The PairWise Rankings have been as familiar – and often controversial – as any topic across college hockey for the better part of three decades.
The term, first coined by three self-described “stat geeks” from the University of Minnesota (who went on to start USCHO back some 30 years ago), is going the way of the VHS tape this season as the NCAA Men’s Division I ice hockey committee changes how teams are selected for the postseason NCAA championship.
The NCAA Power Index, known simply as the NPI, will replace the PairWise Rankings as the selection process for the 2026 championship next March.
It is a move that has been a long time coming, one that coaches have called on to change for a number of years in hopes of finding some sort of ranking system that fairly and evenly quantifies teams to assemble the NCAA tournament field.
So what is different and how much of a difference will this new system make?
When you come down to it, things may seem similar.
USCHO recently spoke with Tim Danehy, known better in the college hockey universe as the person who once operated the well-liked website collegehockeystats.net for almost two decades. He has often been called up to put his highly-talented mathematical brain to use in a consulting role to the NCAA and ice hockey, particularly when it comes to how teams are selected for the NCAA tournament.
Danehy does acknowledge that the NPI might not produce a different 16-team field come March than the PairWise might. But he says one of the most important characteristics of the NPI is its ability to eliminate some statistical anomalies that hampered the PairWise.
As an example, Danehy points to last season and the comparison of Ohio State and Princeton. The Buckeyes finished the season ranked 10th in the PairWise. The team’s Ratings Percentage Index, or RPI (which measure your success against your opponents, taking into consideration your strength of schedule) was .5594, also ranked 10th.
Princeton finished the season 43rd in the PairWise, with an RPI of .4830. But the Tigers won twice at home against Ohio State in late November, both by the score of 3-1.
Now let’s look at the criteria of the PairWise Ranking to better understand how Princeton and Ohio State compare to one another.
There are three criteria that the PairWise has used for a number of years:
- RPI
- Common opponents
- Head-to-head
One point is awarded for each criteria won, understanding that each head-to-head victory earns a criteria point. If there is a tie in total criteria won, the team with the best RPI wins the comparison.
Ohio State wins the RPI criteria soundly, but because Ohio State and Princeton had no common opponents, those two losses in November made it impossible for the Buckeyes to win the comparison against Princeton.
“The PairWise comparison says Princeton is better,” said Danehy, noting that almost any other measurement would have Ohio State ahead. “There’s an enormous RPI gap, but [in the PairWise Ranked] that doesn’t matter.”
It is statistical anomalies that the NPI looks to address, and it does this by selectively eliminating certain games that can negatively – and also positively – impact a team’s position.
In the NPI system, games that negatively impact a team’s ranking are not simply counted against the team, but are systematically evaluated and potentially removed.
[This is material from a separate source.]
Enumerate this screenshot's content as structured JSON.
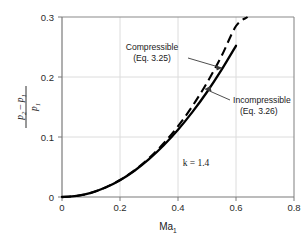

Here’s how it works:
1. Initially, all games are counted in the calculation
2. The system then identifies the lowest-value wins
3. Games below a certain threshold can be removed from the calculation
4. There’s a minimum wins requirement (12 wins) to prevent teams from eliminating their entire schedule
5. When a game is removed, it’s as if the game was never played – teams are not penalized, just eliminated
6. The removal process is dynamic and iterative, meaning:
– Each game’s removal affects other teams’ calculations
– The process repeats multiple times, thus stabilizing the rankings
The goal is to prevent teams from being artificially boosted or penalized by extremely weak or strong individual games while maintaining a representative season-long performance metric.
Better said, teams get rewarded for playing stronger teams.
“We immediately solve that disconnect,” Danehy said. “If you’re ranked higher than me, you’re worth more towards strength of schedule than me. I can’t help my strength of schedule more by playing somebody that’s ranked below.”
These changes should not, and in all likelihood will not, create a radical shift in the rankings. Instead, according to Danehy, it will produce a more defensible mathematical method.
And this system has already been tested. Division III has been using the NPI across all sports (in fact, here is the link to an excellent podcast explaining NPI in depth: https://www.youtube.com/watch?v=xrKp8McryUA). And women’s Division I hockey replaced the PairWise with the NPI last season.
With the season ready to begin, we are still a long way of worrying about which teams will and won’t make the NCAA tournament. But when you Google searches for “PairWise Rankings” next March yield little, just changed the search term to “NPI.”